𝗔 𝗦𝘂𝗰𝗰𝗲𝘀𝘀𝗳𝘂𝗹 𝗣𝗮𝘆𝗺𝗲𝗻𝘁 𝗧𝗵𝗮𝘁 𝗡𝗲𝘃𝗲𝗿 𝗕𝗲𝗰𝗮𝗺𝗲 𝗮 𝗕𝗼𝗼𝗸𝗶𝗻𝗴

A customer paid. Razorpay showed success. The webhook sent an HTTP 200. The payment was captured.

Yet the booking stayed stuck on "confirming."

No errors appeared. No exceptions broke the code. No alerts went off. Every metric showed a healthy system.

But the customer had nothing. The creator had no booking.

Accepting money is easy. Ensuring every payment leads to a booking is the real challenge.

Most tutorials suggest this flow:

This is dangerous. If the business logic lives inside the webhook, you depend entirely on delivery success. Webhooks face retries, duplicates, and partial failures.

We changed our architecture to separate these tasks. Webhooks now only record events. They do not perform business logic.
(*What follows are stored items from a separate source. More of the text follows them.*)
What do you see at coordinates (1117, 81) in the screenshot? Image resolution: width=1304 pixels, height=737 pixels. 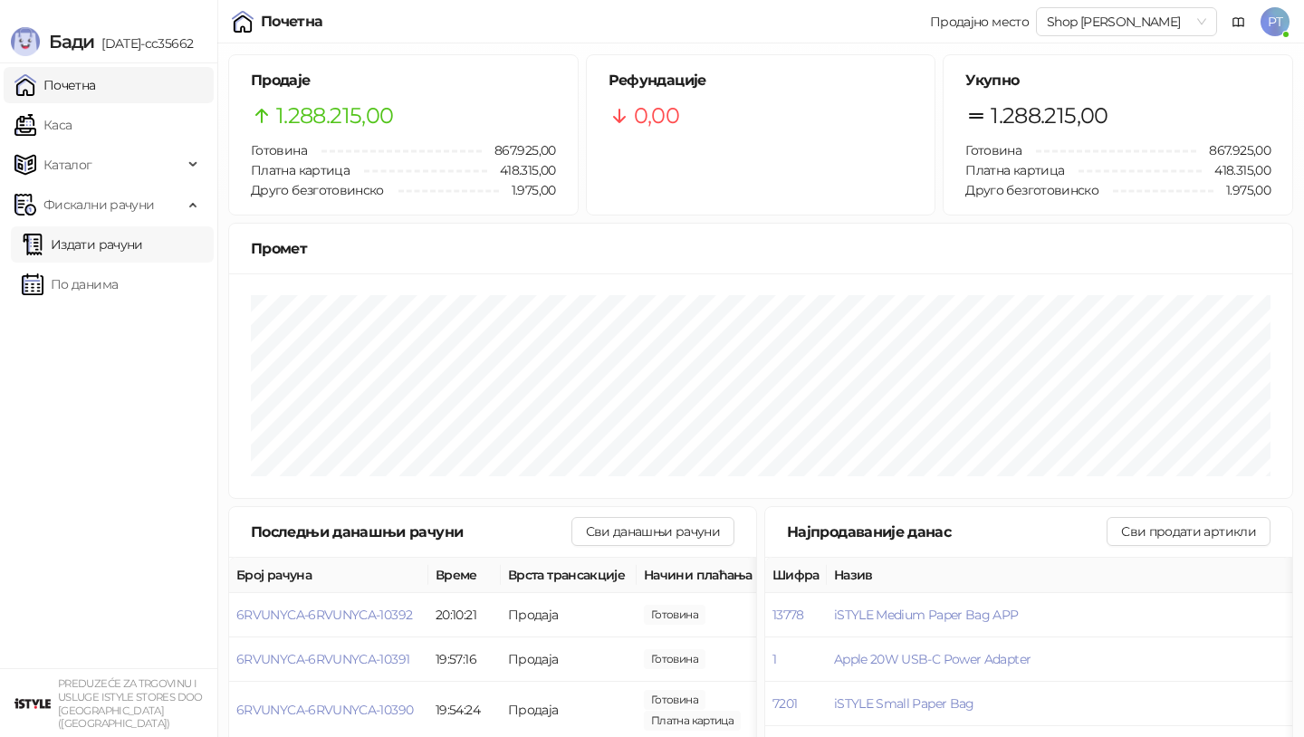 I see `h5: Укупно` at bounding box center [1117, 81].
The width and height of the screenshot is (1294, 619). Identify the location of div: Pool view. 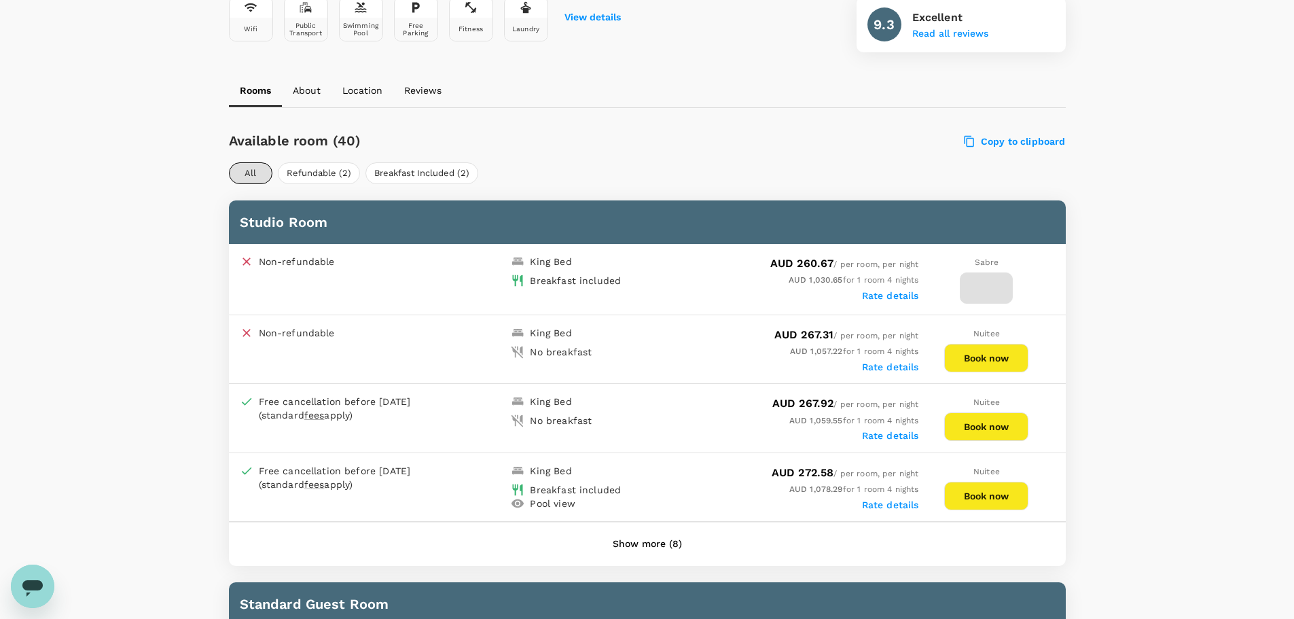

We introduced an event ledger with three tables:

The webhook now has one job:

This protects the system. If the webhook fails, the event is still safe.

We also learned that payment state and booking state are different. A captured payment is an input. A confirmed booking is the result. Keeping them separate allows for reconciliation.

During an investigation, we found a bug. The events existed in the database. The processor was healthy. The webhook was healthy.

But the processor never ran. Nobody was triggering the function to process pending events.

Decoupling ingestion from processing is good design. But it creates a new requirement: something must trigger the processing.

We implemented a scheduler to run several jobs:

To prevent errors during retries, we use this logic:

A system that only works when every webhook arrives on time is a fragile system. If your queue has no one to drain it, work waits forever.

Reliability means building for when things fail.